EconPapers    
Economics at your fingertips  
 

Challenging the populist perspective: Rural people's knowledge, agricultural research, and extension practice

John Thompson and Ian Scoones

Agriculture and Human Values, 1994, vol. 11, issue 2, 58-76

Abstract: Recent trends in agricultural science have emphasized the need to make local people active participants in the research and development process. Working under the populist banner “Farmer First”, the focus has been on bridging gaps between development professionals and local people, pointing to the inadequate understanding of insiders' knowledge, practices, and processes by outsiders. The purpose of this paper is to expose the paradox of the prevailing populist conception of power and knowledge, and to challenge the simple notion that social processes follow straightforward and systemic patterns and can thus be manipulated with a transfer of power from outside to inside. The authors view “knowledge” as a social process and knowledge systems in terms of a multiplicity of actors and networks through which certain kinds of information are communicated and negotiated, and not as single, cohesive structures, stocks or stores. The guiding phrase is “the analysis of difference”, which suggests that knowledge is multilayered, fragmentary, and diffuse, not unitary and systematized. It emerges as a product of the interaction and dialogue between different actors and networks of actors with conflicting loyalties who negotiate over “truth” claims and battle over contrasting images and contesting interests. The paper challenges those promoting Farmer First approaches to reassess how people in different agroecological and sociocultural contexts make sense of and deal with constraining and enabling processes related to research and extension; how they attempt, through recourse to various discursive means, to enroll one another in their various endeavors; and how they use relations of power in their struggles to gain access to and control of social and political space. Copyright Kluwer Academic Publishers 1994

Date: 1994
References: View complete reference list from CitEc
Citations: View citations in EconPapers (20)

Downloads: (external link)
http://hdl.handle.net/10.1007/BF01530446 (text/html)
Access to full text is restricted to subscribers.

Related works:
This item may be available elsewhere in EconPapers: Search for items with the same title.

Export reference: BibTeX RIS (EndNote, ProCite, RefMan) HTML/Text

Persistent link: https://EconPapers.repec.org/RePEc:spr:agrhuv:v:11:y:1994:i:2:p:58-76

Ordering information: This journal article can be ordered from
http://www.springer.com/economics/journal/10460

DOI: 10.1007/BF01530446

Access Statistics for this article

Agriculture and Human Values is currently edited by Harvey S. James Jr.

More articles in Agriculture and Human Values from Springer, The Agriculture, Food, & Human Values Society (AFHVS)
Bibliographic data for series maintained by Sonal Shukla () and Springer Nature Abstracting and Indexing ().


**GOAL OF THE EXERCISE**
Using the records below, copy every line that holds the string "left".

**AVAILABLE RECORDS**
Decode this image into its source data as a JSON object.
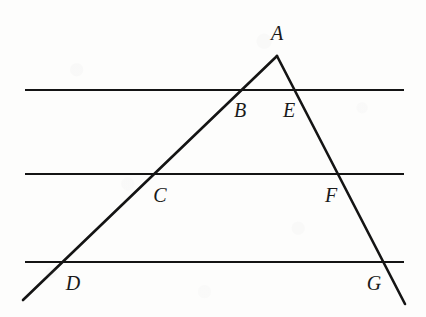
{
  "figure": {
    "background_color": "#fdfdfc",
    "stroke_color": "#141414",
    "label_color": "#1a1a1a"
  },
  "chart_data": {
    "type": "diagram",
    "title": "",
    "xlabel": "",
    "ylabel": "",
    "grid": false,
    "legend": null,
    "canvas": {
      "width": 426,
      "height": 317
    },
    "apex": {
      "label": "A",
      "x": 277,
      "y": 56
    },
    "points": [
      {
        "label": "A",
        "x": 277,
        "y": 56,
        "label_x": 277,
        "label_y": 33,
        "on": "apex"
      },
      {
        "label": "B",
        "x": 237,
        "y": 90,
        "label_x": 240,
        "label_y": 110,
        "on": "line-1 ∩ left-ray"
      },
      {
        "label": "E",
        "x": 298,
        "y": 90,
        "label_x": 289,
        "label_y": 110,
        "on": "line-1 ∩ right-ray"
      },
      {
        "label": "C",
        "x": 153,
        "y": 174,
        "label_x": 160,
        "label_y": 195,
        "on": "line-2 ∩ left-ray"
      },
      {
        "label": "F",
        "x": 340,
        "y": 174,
        "label_x": 331,
        "label_y": 195,
        "on": "line-2 ∩ right-ray"
      },
      {
        "label": "D",
        "x": 62,
        "y": 262,
        "label_x": 73,
        "label_y": 283,
        "on": "line-3 ∩ left-ray"
      },
      {
        "label": "G",
        "x": 388,
        "y": 262,
        "label_x": 374,
        "label_y": 283,
        "on": "line-3 ∩ right-ray"
      }
    ],
    "parallel_lines": [
      {
        "name": "line-1",
        "y": 90,
        "x1": 25,
        "x2": 404,
        "stroke_width": 2.2
      },
      {
        "name": "line-2",
        "y": 174,
        "x1": 25,
        "x2": 404,
        "stroke_width": 2.2
      },
      {
        "name": "line-3",
        "y": 262,
        "x1": 25,
        "x2": 404,
        "stroke_width": 2.2
      }
    ],
    "rays": [
      {
        "name": "left-ray",
        "from": "A",
        "through": [
          "B",
          "C",
          "D"
        ],
        "x1": 277,
        "y1": 56,
        "x2": 23,
        "y2": 300,
        "stroke_width": 2.6
      },
      {
        "name": "right-ray",
        "from": "A",
        "through": [
          "E",
          "F",
          "G"
        ],
        "x1": 277,
        "y1": 56,
        "x2": 405,
        "y2": 304,
        "stroke_width": 2.6
      }
    ],
    "labels": [
      "A",
      "B",
      "E",
      "C",
      "F",
      "D",
      "G"
    ]
  }
}
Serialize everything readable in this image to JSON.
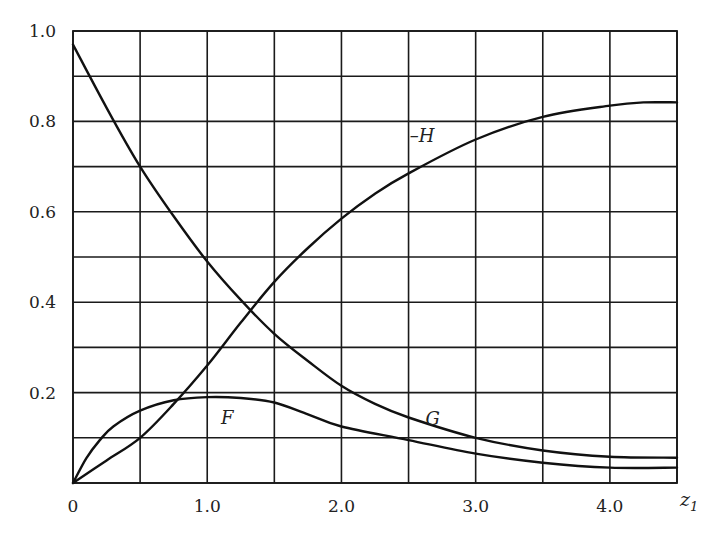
{
  "chart_data": {
    "type": "line",
    "title": "",
    "xlabel": "z1",
    "xlabel_main": "z",
    "xlabel_sub": "1",
    "ylabel": "",
    "xlim": [
      0,
      4.5
    ],
    "ylim": [
      0,
      1.0
    ],
    "grid": true,
    "grid_x_step": 0.5,
    "grid_y_step": 0.1,
    "x_ticks": [
      {
        "value": 0,
        "label": "0"
      },
      {
        "value": 1.0,
        "label": "1.0"
      },
      {
        "value": 2.0,
        "label": "2.0"
      },
      {
        "value": 3.0,
        "label": "3.0"
      },
      {
        "value": 4.0,
        "label": "4.0"
      }
    ],
    "y_ticks": [
      {
        "value": 0.2,
        "label": "0.2"
      },
      {
        "value": 0.4,
        "label": "0.4"
      },
      {
        "value": 0.6,
        "label": "0.6"
      },
      {
        "value": 0.8,
        "label": "0.8"
      },
      {
        "value": 1.0,
        "label": "1.0"
      }
    ],
    "legend": "inline curve labels",
    "series": [
      {
        "name": "F",
        "label": "F",
        "label_pos": {
          "x": 1.15,
          "y": 0.13
        },
        "x": [
          0,
          0.1,
          0.2,
          0.3,
          0.5,
          0.75,
          1.0,
          1.25,
          1.5,
          1.75,
          2.0,
          2.5,
          3.0,
          3.5,
          4.0,
          4.5
        ],
        "y": [
          0,
          0.055,
          0.095,
          0.125,
          0.16,
          0.183,
          0.19,
          0.188,
          0.178,
          0.152,
          0.125,
          0.095,
          0.065,
          0.045,
          0.034,
          0.034
        ]
      },
      {
        "name": "G",
        "label": "G",
        "label_pos": {
          "x": 2.68,
          "y": 0.128
        },
        "x": [
          0,
          0.25,
          0.5,
          0.75,
          1.0,
          1.25,
          1.5,
          1.75,
          2.0,
          2.25,
          2.5,
          3.0,
          3.5,
          4.0,
          4.5
        ],
        "y": [
          0.97,
          0.83,
          0.7,
          0.59,
          0.49,
          0.405,
          0.33,
          0.27,
          0.215,
          0.175,
          0.145,
          0.1,
          0.072,
          0.058,
          0.056
        ]
      },
      {
        "name": "-H",
        "label": "–H",
        "label_pos": {
          "x": 2.6,
          "y": 0.755
        },
        "x": [
          0,
          0.25,
          0.5,
          0.75,
          1.0,
          1.25,
          1.5,
          1.75,
          2.0,
          2.25,
          2.5,
          3.0,
          3.5,
          4.0,
          4.25,
          4.5
        ],
        "y": [
          0,
          0.05,
          0.1,
          0.175,
          0.26,
          0.355,
          0.445,
          0.52,
          0.585,
          0.64,
          0.685,
          0.76,
          0.81,
          0.835,
          0.842,
          0.842
        ]
      }
    ]
  }
}
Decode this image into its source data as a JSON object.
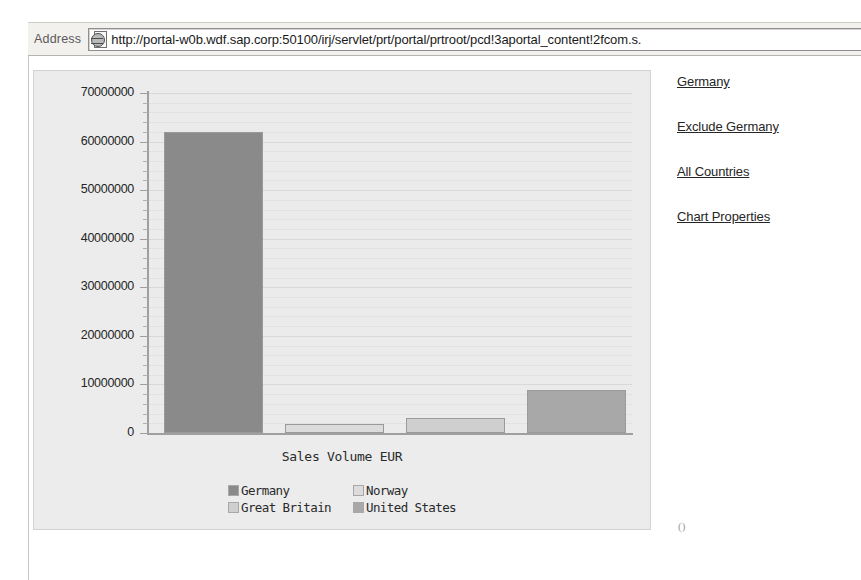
{
  "browser": {
    "address_label": "Address",
    "url": "http://portal-w0b.wdf.sap.corp:50100/irj/servlet/prt/portal/prtroot/pcd!3aportal_content!2fcom.s.",
    "page_icon": "page-globe-icon"
  },
  "links": [
    {
      "label": "Germany"
    },
    {
      "label": "Exclude Germany"
    },
    {
      "label": "All Countries"
    },
    {
      "label": "Chart Properties"
    }
  ],
  "stray_mark": "()",
  "chart_data": {
    "type": "bar",
    "title": "",
    "xlabel": "Sales Volume EUR",
    "ylabel": "",
    "categories": [
      "Germany",
      "Norway",
      "Great Britain",
      "United States"
    ],
    "values": [
      62000000,
      1800000,
      3000000,
      8800000
    ],
    "series": [
      {
        "name": "Sales Volume EUR",
        "values": [
          62000000,
          1800000,
          3000000,
          8800000
        ]
      }
    ],
    "colors": [
      "#8a8a8a",
      "#dcdcdc",
      "#cfcfcf",
      "#a8a8a8"
    ],
    "ylim": [
      0,
      70000000
    ],
    "ytick_values": [
      70000000,
      60000000,
      50000000,
      40000000,
      30000000,
      20000000,
      10000000,
      0
    ],
    "ytick_labels": [
      "70000000",
      "60000000",
      "50000000",
      "40000000",
      "30000000",
      "20000000",
      "10000000",
      "0"
    ],
    "minor_ticks_per_interval": 5,
    "grid": true,
    "grid_axis": "y",
    "legend_position": "bottom",
    "legend": [
      {
        "label": "Germany",
        "color": "#8a8a8a"
      },
      {
        "label": "Norway",
        "color": "#dcdcdc"
      },
      {
        "label": "Great Britain",
        "color": "#cfcfcf"
      },
      {
        "label": "United States",
        "color": "#a8a8a8"
      }
    ],
    "plot_background": "#ebebeb",
    "image_background": "#ececec"
  }
}
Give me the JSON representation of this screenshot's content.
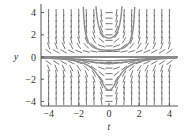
{
  "chart_data": {
    "type": "line",
    "subtype": "slope-field-with-solution-curves",
    "title": "",
    "xlabel": "t",
    "ylabel": "y",
    "xlim": [
      -4.5,
      4.5
    ],
    "ylim": [
      -4.4,
      4.4
    ],
    "x_ticks": [
      -4,
      -2,
      0,
      2,
      4
    ],
    "y_ticks": [
      -4,
      -2,
      0,
      2,
      4
    ],
    "x_tick_labels": [
      "−4",
      "−2",
      "0",
      "2",
      "4"
    ],
    "y_tick_labels": [
      "−4",
      "−2",
      "0",
      "2",
      "4"
    ],
    "grid": false,
    "legend": null,
    "slope_field": {
      "t_values": [
        -4,
        -3.5,
        -3,
        -2.5,
        -2,
        -1.5,
        -1,
        -0.5,
        0,
        0.5,
        1,
        1.5,
        2,
        2.5,
        3,
        3.5,
        4
      ],
      "y_values": [
        -4,
        -3.5,
        -3,
        -2.5,
        -2,
        -1.5,
        -1,
        -0.5,
        0,
        0.5,
        1,
        1.5,
        2,
        2.5,
        3,
        3.5,
        4
      ],
      "slope_rule": "dy/dt = t*y^2"
    },
    "series": [
      {
        "name": "equilibrium y=0",
        "kind": "constant",
        "value": 0
      },
      {
        "name": "upper solution min 0.6",
        "kind": "positive",
        "min_at_t0": 0.6,
        "asymptote_t": 1.83
      },
      {
        "name": "upper solution min 1.7",
        "kind": "positive",
        "min_at_t0": 1.7,
        "asymptote_t": 1.08
      },
      {
        "name": "lower solution min -0.33",
        "kind": "negative",
        "min_at_t0": -0.33
      },
      {
        "name": "lower solution min -0.6",
        "kind": "negative",
        "min_at_t0": -0.6
      },
      {
        "name": "lower solution min -3",
        "kind": "negative",
        "min_at_t0": -3.0
      }
    ]
  },
  "colors": {
    "axis": "#555555",
    "field": "#666666",
    "curve": "#8a8a8a",
    "text": "#333333"
  }
}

**SOLUTION BELOW**
        "on": "line-1 ∩ left-ray"
        "on": "line-2 ∩ left-ray"
        "on": "line-3 ∩ left-ray"
        "name": "left-ray",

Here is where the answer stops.